Agnessa Inshakova (Volgograd State University; Volgograd State University) & Alexander Goncharov (Volgograd State University) have posted Abduction for Juridical Science and Practice on SSRN. Here is the abstract:
The authors study the characteristic features that distinguish abduction from other methods of scientific research by comparing a number of methods: deductive, inductive, hypothetical-deductive, comparison with analogy. Abduction has emerged as a special way of searching for explanatory hypotheses because of the lack of a view of the need to limit the tasks of methodology, and also because of the view that the philosophy of science and logic must necessarily engage in the conceptual analysis of the emergence of new ideas and hypotheses in science. Abduction has such a way of reasoning that it corresponds to the scheme of real scientific research, starting the way with the establishment of some observable properties of phenomena, the scientist in conclusion tries to establish basic explanatory ideas.

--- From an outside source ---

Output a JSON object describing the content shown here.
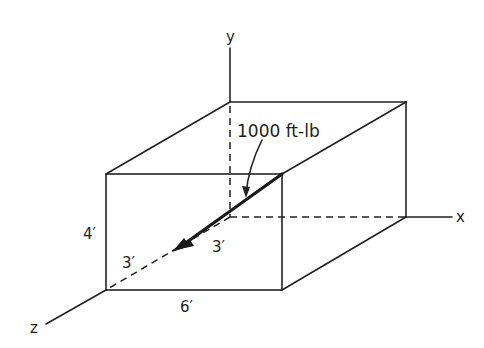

Critics of the model of abductive reasoning made attempts to structure abduction to hypothetical reasoning, moreover, to the ordinary modified deductive scheme, that is, from the effect to the ground, and from action to inference. It does not reflect the specifics of the abductive course of reasoning from facts to an explanatory hypothesis. This specificity of abductive reasoning is difficult to structure, which becomes clear when referring to their epistemological analysis. According to the authors, abduction is one of the most important methods of studying any scientific category, a cognitive procedure, a method of scientific research that belongs to a class of plausible reasoning of a non-deductive nature, possessing a quasi-structure rather than a full-fledged stable structure.